The Hebrew Bible has long been understood as condemning foreign deities. While many biblical texts do condemn other deities, many other passages show how early Israelites sometimes accepted the realit
The Hebrew Bible has long been understood as condemning foreign deities. While many biblical texts do condemn other deities, many other passages show how early Israelites sometimes accepted the reality of deities worshiped by other peoples. Looking closely both at relevant biblical texts and at their cultural contexts, Mark S. Smith demonstrates that the biblical attitude toward other deities is not uniformly negative, as is commonly supposed. He traces the historical development of Israel?s ?one-god worldview,? linking it to the rise of the surrounding Mesopotamian empires.

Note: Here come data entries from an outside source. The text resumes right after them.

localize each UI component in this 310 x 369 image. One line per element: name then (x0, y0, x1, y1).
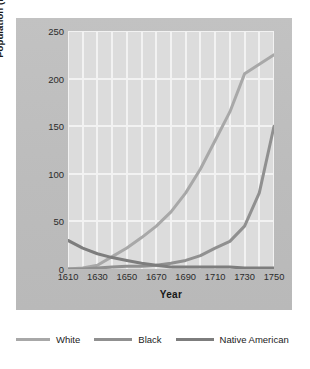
series-lines (68, 31, 274, 269)
legend-item-black[interactable]: Black (94, 334, 175, 345)
legend-label: White (56, 334, 80, 345)
x-tick-label: 1750 (264, 272, 285, 282)
series-line-black (68, 126, 274, 269)
x-tick-label: 1690 (175, 272, 196, 282)
x-tick-label: 1630 (87, 272, 108, 282)
x-tick-label: 1670 (146, 272, 167, 282)
x-tick-label: 1730 (234, 272, 255, 282)
y-tick-label: 200 (18, 73, 64, 84)
x-tick-label: 1610 (58, 272, 79, 282)
x-tick-label: 1710 (205, 272, 226, 282)
y-tick-label: 150 (18, 121, 64, 132)
x-tick-label: 1650 (117, 272, 138, 282)
y-axis-title: Population (in thousands) (0, 0, 5, 78)
legend-item-native-american[interactable]: Native American (176, 334, 303, 345)
y-tick-label: 250 (18, 26, 64, 37)
chart-figure: Population (in thousands) 05010015020025… (0, 0, 310, 369)
x-axis-title: Year (68, 289, 274, 300)
y-tick-label: 50 (18, 216, 64, 227)
y-tick-label: 100 (18, 168, 64, 179)
legend-swatch-icon (94, 338, 132, 341)
legend-label: Native American (220, 334, 289, 345)
chart-legend: WhiteBlackNative American (16, 330, 296, 348)
plot-area (68, 31, 274, 269)
legend-swatch-icon (176, 338, 214, 341)
legend-item-white[interactable]: White (16, 334, 94, 345)
series-line-white (68, 55, 274, 269)
legend-swatch-icon (16, 338, 50, 341)
legend-label: Black (138, 334, 161, 345)
y-axis-ticks: 050100150200250 (18, 31, 64, 269)
x-axis-ticks: 16101630165016701690171017301750 (68, 272, 274, 286)
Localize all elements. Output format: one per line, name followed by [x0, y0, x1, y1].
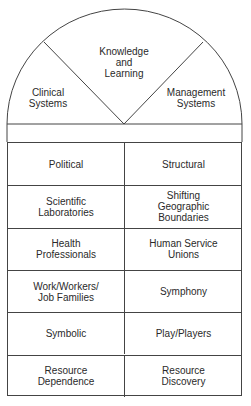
frames-grid: Political Structural Scientific Laborato…: [7, 142, 242, 396]
cell-work-workers-job-families: Work/Workers/ Job Families: [8, 271, 125, 312]
grid-row: Health Professionals Human Service Union…: [8, 228, 241, 270]
cell-symphony: Symphony: [125, 271, 242, 312]
cell-symbolic: Symbolic: [8, 313, 125, 354]
segment-clinical-systems: Clinical Systems: [29, 87, 67, 109]
cell-resource-dependence: Resource Dependence: [8, 356, 125, 397]
cell-political: Political: [8, 143, 125, 185]
cell-play-players: Play/Players: [125, 313, 242, 354]
grid-row: Work/Workers/ Job Families Symphony: [8, 270, 241, 312]
cell-resource-discovery: Resource Discovery: [125, 356, 242, 397]
cell-shifting-geographic-boundaries: Shifting Geographic Boundaries: [125, 186, 242, 227]
cell-structural: Structural: [125, 143, 242, 185]
segment-knowledge-learning: Knowledge and Learning: [99, 46, 148, 79]
cell-scientific-laboratories: Scientific Laboratories: [8, 186, 125, 227]
cell-health-professionals: Health Professionals: [8, 229, 125, 270]
grid-row: Resource Dependence Resource Discovery: [8, 355, 241, 397]
grid-row: Political Structural: [8, 143, 241, 185]
segment-management-systems: Management Systems: [167, 87, 225, 109]
grid-row: Scientific Laboratories Shifting Geograp…: [8, 185, 241, 227]
cell-human-service-unions: Human Service Unions: [125, 229, 242, 270]
grid-row: Symbolic Play/Players: [8, 312, 241, 354]
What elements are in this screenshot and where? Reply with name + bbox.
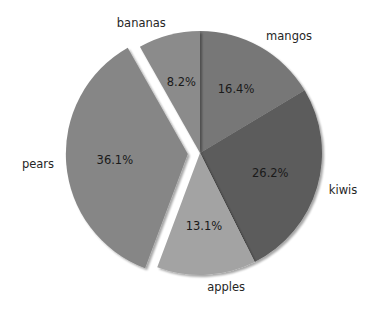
- percent-label-apples: 13.1%: [186, 219, 223, 233]
- category-label-mangos: mangos: [266, 29, 312, 43]
- percent-label-pears: 36.1%: [97, 153, 134, 167]
- percent-label-mangos: 16.4%: [218, 82, 255, 96]
- percent-label-bananas: 8.2%: [167, 75, 196, 89]
- pie-chart: 16.4%26.2%13.1%36.1%8.2% mangoskiwisappl…: [0, 0, 373, 309]
- category-label-apples: apples: [207, 280, 245, 294]
- percent-label-kiwis: 26.2%: [252, 166, 289, 180]
- category-label-kiwis: kiwis: [329, 183, 357, 197]
- category-label-pears: pears: [22, 157, 54, 171]
- category-label-bananas: bananas: [117, 16, 166, 30]
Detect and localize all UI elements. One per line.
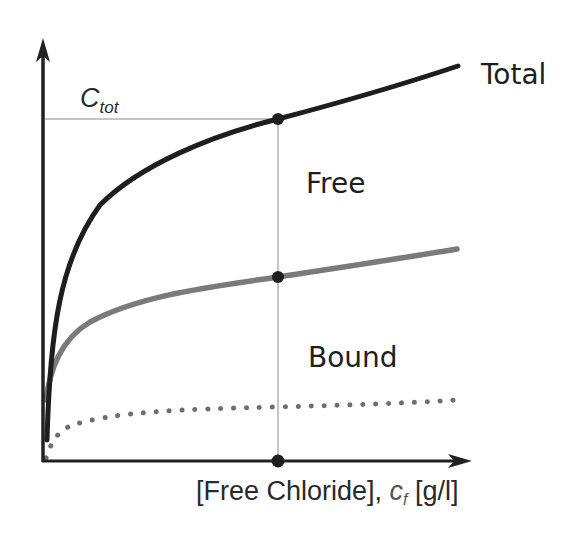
chloride-binding-chart: Ctot Total Free Bound [Free Chloride], c…: [0, 0, 587, 541]
total-label: Total: [480, 58, 546, 91]
total-marker: [272, 113, 284, 125]
x-axis-marker: [272, 455, 285, 468]
ctot-label: Ctot: [80, 83, 120, 117]
x-axis-label: [Free Chloride], cf [g/l]: [196, 476, 459, 508]
free-curve: [46, 249, 457, 400]
bound-label: Bound: [308, 341, 398, 374]
total-curve: [47, 66, 458, 440]
bound-curve: [46, 400, 456, 458]
free-label: Free: [306, 167, 365, 200]
free-marker: [272, 271, 284, 283]
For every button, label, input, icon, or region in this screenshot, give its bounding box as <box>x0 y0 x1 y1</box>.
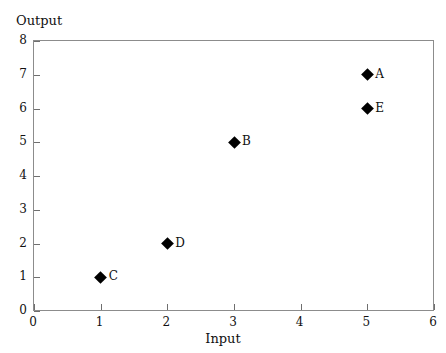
y-tick-5 <box>34 142 40 143</box>
diamond-marker-icon <box>361 102 374 115</box>
diamond-marker-icon <box>361 68 374 81</box>
x-tick-5 <box>367 304 368 310</box>
y-tick-label-3: 3 <box>19 202 27 216</box>
data-point-label-B: B <box>242 134 251 148</box>
y-tick-label-5: 5 <box>19 134 27 148</box>
y-tick-6 <box>34 109 40 110</box>
y-axis-title: Output <box>16 13 62 28</box>
scatter-chart: Output AEBDC 012345678 0123456 Input <box>0 0 446 353</box>
y-tick-label-7: 7 <box>19 67 27 81</box>
y-tick-4 <box>34 176 40 177</box>
x-tick-6 <box>434 304 435 310</box>
x-tick-label-2: 2 <box>163 315 171 329</box>
x-tick-label-6: 6 <box>429 315 437 329</box>
x-axis-tick-labels: 0123456 <box>33 315 434 331</box>
data-point-label-C: C <box>109 269 118 283</box>
x-tick-0 <box>34 304 35 310</box>
x-tick-label-0: 0 <box>29 315 37 329</box>
y-axis-tick-labels: 012345678 <box>12 40 27 311</box>
data-point-label-D: D <box>175 236 185 250</box>
x-tick-label-4: 4 <box>296 315 304 329</box>
y-tick-label-2: 2 <box>19 236 27 250</box>
y-tick-7 <box>34 75 40 76</box>
y-tick-label-0: 0 <box>19 303 27 317</box>
plot-area: AEBDC <box>33 40 434 311</box>
y-tick-0 <box>34 311 40 312</box>
x-tick-label-1: 1 <box>96 315 104 329</box>
y-tick-label-6: 6 <box>19 101 27 115</box>
y-tick-label-8: 8 <box>19 33 27 47</box>
x-tick-1 <box>101 304 102 310</box>
x-tick-label-3: 3 <box>229 315 237 329</box>
x-tick-2 <box>167 304 168 310</box>
diamond-marker-icon <box>94 271 107 284</box>
x-tick-4 <box>301 304 302 310</box>
y-tick-label-1: 1 <box>19 269 27 283</box>
data-point-label-A: A <box>375 67 384 81</box>
y-tick-8 <box>34 41 40 42</box>
y-tick-label-4: 4 <box>19 168 27 182</box>
y-tick-2 <box>34 244 40 245</box>
diamond-marker-icon <box>228 136 241 149</box>
x-tick-3 <box>234 304 235 310</box>
y-tick-1 <box>34 277 40 278</box>
diamond-marker-icon <box>161 237 174 250</box>
y-tick-3 <box>34 210 40 211</box>
data-point-label-E: E <box>375 101 384 115</box>
x-axis-title: Input <box>0 331 446 346</box>
x-tick-label-5: 5 <box>363 315 371 329</box>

Smith?s study also produces evidence undermining a common modern assumption among historians of religion that polytheism is tolerant while monotheism is prone to intolerance and violence. Drawing both on ancient sources and on modern, theoretical approaches, Smith?s God in Translation masterfully reveals the complexity of attitudes in ancient Israel toward foreign deities and makes a case for an ecumenism based on respect for local traditions and not based on a western notion of universal religion.
Robert R. Wilson— Yale University
“A magisterial treatment of the development of Israelite monotheism throughout the entire biblical period. . . . The starting point for much new research.”
Karel van der Toorn
— University of Amsterdam
“This is an amazing book. Mark Smith takes the reader inside the intellectual universe of ancient Israel and its neighbors in a search for the possibilities of cultural translation. Learned, thoroughly researched, and written in clear and sober prose, this study defines a new level in our understanding of ancient Near Eastern theological thought.”
Bibliotheca Orientalis
“This important study deserves a wide public and more than just the attention of the specialists in this field.”